Pope: Christians with hardened hearts are like orphans
(Vatican Radio) Christians
who harden their hearts and refuse to be drawn towards Christ are like orphans,
without a father. That was Pope Francis message on Tuesday as he reflected on
the daily readings during his homily at Mass in the Vatican’s Santa Marta
chapel.
Pope Francis began his sermon
by recalling the question that the skeptical Jews kept asking Jesus every time
he performed a miracle, preached in the temple or pointed the way to the
Father:
“How long are you going
to keep us in suspense? If you are the Christ, tell us plainly.”
That question, which the Pope
said the Scribes and Pharisees repeat in many different ways, springs from a
heart that is closed and blind to the faith. As Jesus explains in today’s
Gospel reading, “you do not believe, because you are not among my sheep”. Being
part of God’s flock, he said, is a grace which requires an open heart.
“My sheep hear my voice”,
Jesus says in that reading, “I know them, and they follow me. I give them
eternal life, and they shall never perish. No one can take them out of my
hand”. Have these sheep studied how to follow Jesus and then believed, the Pope
asked? No, he said, citing the words from St John’s Gospel, “My Father, who has
given them to me, is greater than all”. It is the Father who gives the sheep to
the shepherd. It is the Father who draws our hearts to Jesus.
The hardness of the Scribes
and Pharisees’ hearts, is a drama which continues all the way to Calvary, the
Pope said. They see the works that Jesus performs but they refuse to believe he
is the Messiah. Even after the Resurrection, the Pope recalled, this drama
continues as the soldiers guarding the tomb are told to say they’d fallen
asleep in order to give credit to the story that the disciples had stolen the
body of Christ. Not even the witness of those who saw the Risen Christ was able
to reach those who refused to believe. And this has its consequences, the Pope
said, because they are orphans who have denied their Father.
These doctors of the law, he
went on, had closed hearts, they thought they were their own masters but in
fact they were orphans because they had no relationship with the Father. They
talked about their fathers, Abraham and the patriarchs, but these were distant
figures and in their hearts they were orphans because they would not let
themselves be drawn to the Father.
On the contrary, the Pope
said, reflecting on the first reading for the day, the news that reached
Jerusalem of the many pagans who heard the disciples preaching in Phoenicia,
Cyprus and Antioch and turned to the faith, shows what it means to have a heart
open to God. Like Barnabas, he said, who is sent to Antioch to confirm these
rumours and is not scandalized by the conversion of the pagans but accepts this
novelty and lets himself be drawn by the Father to Jesus.
Pope Francis concluded by
saying Jesus invites us to be his disciples but to be so, we must let ourselves
be drawn by the Father towards Him. The humble prayer we can say is: ‘Father,
lead me to Jesus, help me to know Jesus’ and the Father will send the Spirit to
open our hearts and lead us to Him. A Christian who doesn’t allow himself to be
led by the Father is an orphan, but we have a Father who can lead us to Jesus.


Assignment: Which lines in the material below contain the word "corner"? Copy each of them.

::: Stored data

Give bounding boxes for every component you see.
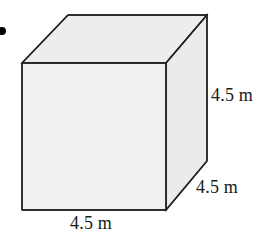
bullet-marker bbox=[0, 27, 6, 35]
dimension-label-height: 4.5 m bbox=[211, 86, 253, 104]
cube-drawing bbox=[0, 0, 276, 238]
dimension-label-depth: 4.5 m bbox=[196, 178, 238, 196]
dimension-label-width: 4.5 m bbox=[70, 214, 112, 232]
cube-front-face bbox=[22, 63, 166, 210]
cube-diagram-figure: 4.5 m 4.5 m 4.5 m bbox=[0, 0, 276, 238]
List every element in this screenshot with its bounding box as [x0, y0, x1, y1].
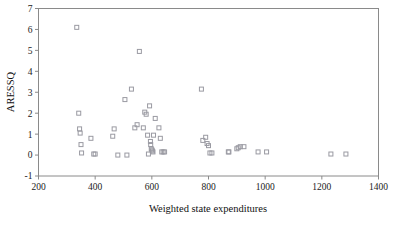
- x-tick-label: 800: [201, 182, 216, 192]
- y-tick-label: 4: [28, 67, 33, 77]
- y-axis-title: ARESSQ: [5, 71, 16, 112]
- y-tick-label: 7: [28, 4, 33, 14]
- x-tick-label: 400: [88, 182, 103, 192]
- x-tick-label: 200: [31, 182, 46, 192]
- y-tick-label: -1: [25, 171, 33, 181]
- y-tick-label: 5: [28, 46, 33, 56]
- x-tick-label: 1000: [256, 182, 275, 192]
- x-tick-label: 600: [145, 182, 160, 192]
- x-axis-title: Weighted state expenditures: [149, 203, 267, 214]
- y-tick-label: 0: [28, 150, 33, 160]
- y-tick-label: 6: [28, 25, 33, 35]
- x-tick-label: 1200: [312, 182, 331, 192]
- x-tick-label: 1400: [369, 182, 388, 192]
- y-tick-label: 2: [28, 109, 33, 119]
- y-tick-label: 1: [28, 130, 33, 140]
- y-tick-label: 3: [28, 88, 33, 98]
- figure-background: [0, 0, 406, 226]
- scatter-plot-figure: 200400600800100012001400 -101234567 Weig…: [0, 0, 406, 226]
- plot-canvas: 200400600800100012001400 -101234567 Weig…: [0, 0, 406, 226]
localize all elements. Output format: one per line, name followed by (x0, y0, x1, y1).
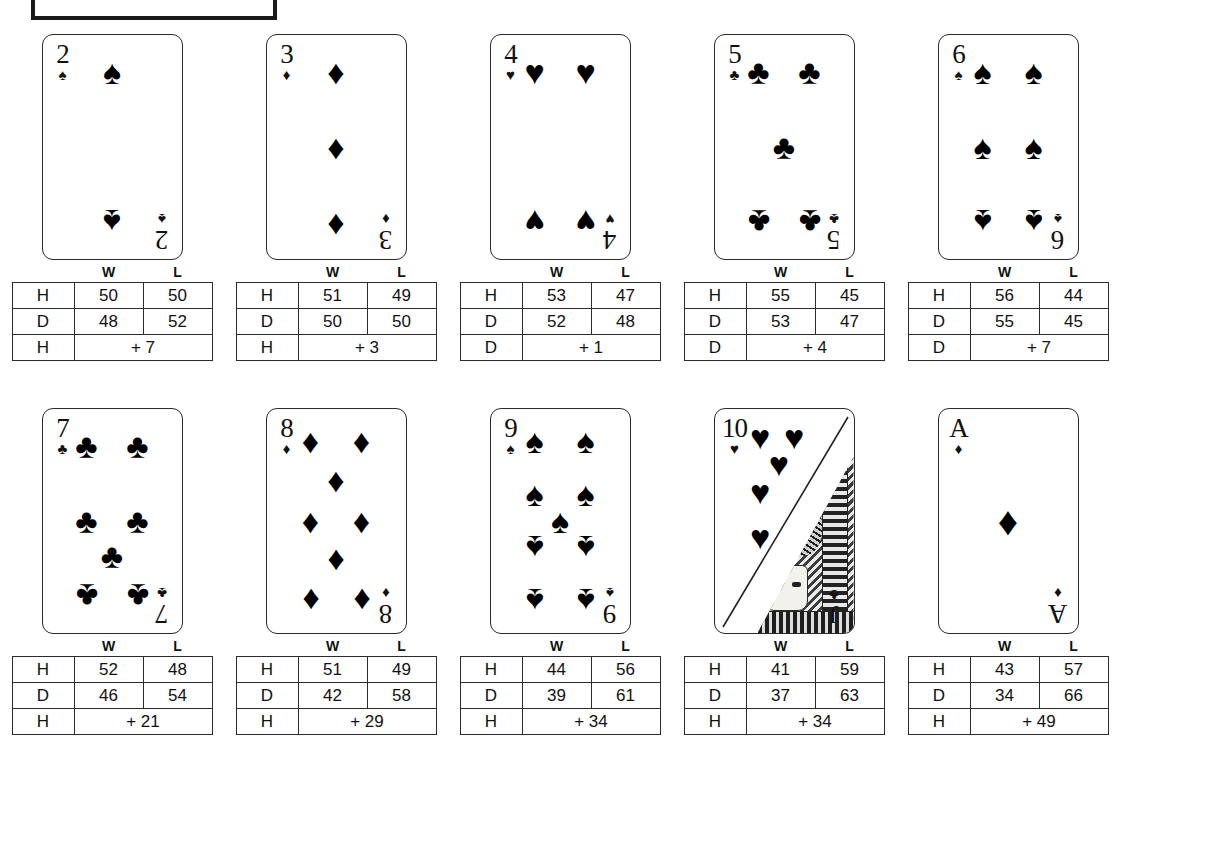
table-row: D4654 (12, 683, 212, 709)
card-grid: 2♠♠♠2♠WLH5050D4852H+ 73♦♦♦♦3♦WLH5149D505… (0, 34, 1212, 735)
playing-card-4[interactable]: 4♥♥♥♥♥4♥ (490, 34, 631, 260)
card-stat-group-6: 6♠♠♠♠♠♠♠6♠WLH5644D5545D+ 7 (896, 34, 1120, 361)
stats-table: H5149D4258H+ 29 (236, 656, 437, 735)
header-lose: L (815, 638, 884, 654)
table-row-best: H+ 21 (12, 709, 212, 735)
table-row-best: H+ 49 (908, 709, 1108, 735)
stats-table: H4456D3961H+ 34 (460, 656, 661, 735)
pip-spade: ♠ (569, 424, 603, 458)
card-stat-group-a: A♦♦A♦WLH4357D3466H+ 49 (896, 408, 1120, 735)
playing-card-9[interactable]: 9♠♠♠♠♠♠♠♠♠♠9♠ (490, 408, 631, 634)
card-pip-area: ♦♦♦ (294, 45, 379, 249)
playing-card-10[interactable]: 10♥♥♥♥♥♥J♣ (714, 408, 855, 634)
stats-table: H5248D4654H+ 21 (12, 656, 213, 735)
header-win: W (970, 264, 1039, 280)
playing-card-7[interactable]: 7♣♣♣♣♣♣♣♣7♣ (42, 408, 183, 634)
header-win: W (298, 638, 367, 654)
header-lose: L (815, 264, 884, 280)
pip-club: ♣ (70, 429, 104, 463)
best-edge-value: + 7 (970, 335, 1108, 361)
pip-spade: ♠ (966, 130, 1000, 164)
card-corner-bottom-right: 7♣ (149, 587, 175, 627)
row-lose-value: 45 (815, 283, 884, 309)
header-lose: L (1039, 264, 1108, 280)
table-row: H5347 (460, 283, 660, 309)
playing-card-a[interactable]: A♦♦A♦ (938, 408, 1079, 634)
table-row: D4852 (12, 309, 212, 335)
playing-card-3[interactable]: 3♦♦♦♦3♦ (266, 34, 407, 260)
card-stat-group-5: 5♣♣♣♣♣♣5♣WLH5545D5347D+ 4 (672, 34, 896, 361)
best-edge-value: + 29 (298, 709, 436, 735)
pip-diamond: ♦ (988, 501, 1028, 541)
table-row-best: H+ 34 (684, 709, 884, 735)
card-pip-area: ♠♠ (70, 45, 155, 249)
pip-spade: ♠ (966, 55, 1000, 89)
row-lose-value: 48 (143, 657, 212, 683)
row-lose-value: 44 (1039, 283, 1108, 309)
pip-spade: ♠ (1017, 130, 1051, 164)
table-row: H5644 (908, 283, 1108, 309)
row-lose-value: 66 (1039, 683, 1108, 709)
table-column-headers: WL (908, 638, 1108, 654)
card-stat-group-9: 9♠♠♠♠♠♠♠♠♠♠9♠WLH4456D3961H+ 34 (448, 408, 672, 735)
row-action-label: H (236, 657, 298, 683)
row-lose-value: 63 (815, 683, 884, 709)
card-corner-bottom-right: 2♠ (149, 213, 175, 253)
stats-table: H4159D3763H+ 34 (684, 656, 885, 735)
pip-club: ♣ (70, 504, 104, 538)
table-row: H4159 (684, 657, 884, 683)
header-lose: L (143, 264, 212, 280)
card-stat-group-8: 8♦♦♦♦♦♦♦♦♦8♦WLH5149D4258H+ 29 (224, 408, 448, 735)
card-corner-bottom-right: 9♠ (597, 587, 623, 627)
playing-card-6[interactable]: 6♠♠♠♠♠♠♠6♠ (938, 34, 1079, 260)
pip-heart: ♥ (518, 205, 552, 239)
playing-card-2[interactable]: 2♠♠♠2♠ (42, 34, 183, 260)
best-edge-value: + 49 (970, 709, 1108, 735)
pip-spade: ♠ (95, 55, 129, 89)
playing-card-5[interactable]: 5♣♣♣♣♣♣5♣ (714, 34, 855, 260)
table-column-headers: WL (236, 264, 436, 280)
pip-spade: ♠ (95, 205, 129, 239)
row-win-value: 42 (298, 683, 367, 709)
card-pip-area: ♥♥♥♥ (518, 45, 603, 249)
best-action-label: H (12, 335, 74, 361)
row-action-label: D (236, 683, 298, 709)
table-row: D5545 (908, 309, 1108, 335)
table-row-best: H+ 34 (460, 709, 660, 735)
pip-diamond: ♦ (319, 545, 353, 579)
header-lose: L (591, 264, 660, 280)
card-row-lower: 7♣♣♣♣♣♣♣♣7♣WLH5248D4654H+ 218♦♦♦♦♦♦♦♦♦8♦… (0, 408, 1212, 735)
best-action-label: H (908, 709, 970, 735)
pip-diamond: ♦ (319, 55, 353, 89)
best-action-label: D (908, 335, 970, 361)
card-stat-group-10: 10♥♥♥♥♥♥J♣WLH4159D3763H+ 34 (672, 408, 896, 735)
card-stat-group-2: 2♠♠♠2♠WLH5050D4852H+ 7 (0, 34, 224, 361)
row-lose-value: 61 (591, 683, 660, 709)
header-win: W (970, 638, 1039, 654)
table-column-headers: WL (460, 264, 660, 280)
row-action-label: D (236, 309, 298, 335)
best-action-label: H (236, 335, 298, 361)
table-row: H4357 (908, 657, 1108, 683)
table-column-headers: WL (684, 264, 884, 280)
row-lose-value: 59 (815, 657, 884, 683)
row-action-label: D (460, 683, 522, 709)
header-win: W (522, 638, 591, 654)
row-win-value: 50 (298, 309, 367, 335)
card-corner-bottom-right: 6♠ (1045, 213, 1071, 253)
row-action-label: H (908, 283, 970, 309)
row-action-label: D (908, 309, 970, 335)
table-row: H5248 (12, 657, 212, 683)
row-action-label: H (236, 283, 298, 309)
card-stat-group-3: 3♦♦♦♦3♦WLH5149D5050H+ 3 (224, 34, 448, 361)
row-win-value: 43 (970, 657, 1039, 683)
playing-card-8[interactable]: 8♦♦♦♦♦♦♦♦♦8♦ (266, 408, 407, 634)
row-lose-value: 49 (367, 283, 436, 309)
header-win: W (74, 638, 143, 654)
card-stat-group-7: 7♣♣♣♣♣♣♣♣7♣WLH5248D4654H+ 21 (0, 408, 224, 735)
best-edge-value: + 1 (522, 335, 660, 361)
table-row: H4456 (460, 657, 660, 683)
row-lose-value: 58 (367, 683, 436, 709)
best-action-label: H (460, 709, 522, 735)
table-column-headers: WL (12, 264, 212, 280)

::::::

Answer for this exercise:
card-corner-bottom-right: 7♣ (149, 587, 175, 627)
card-corner-bottom-right: 2♠ (149, 213, 175, 253)
card-corner-bottom-right: 9♠ (597, 587, 623, 627)
card-corner-bottom-right: 6♠ (1045, 213, 1071, 253)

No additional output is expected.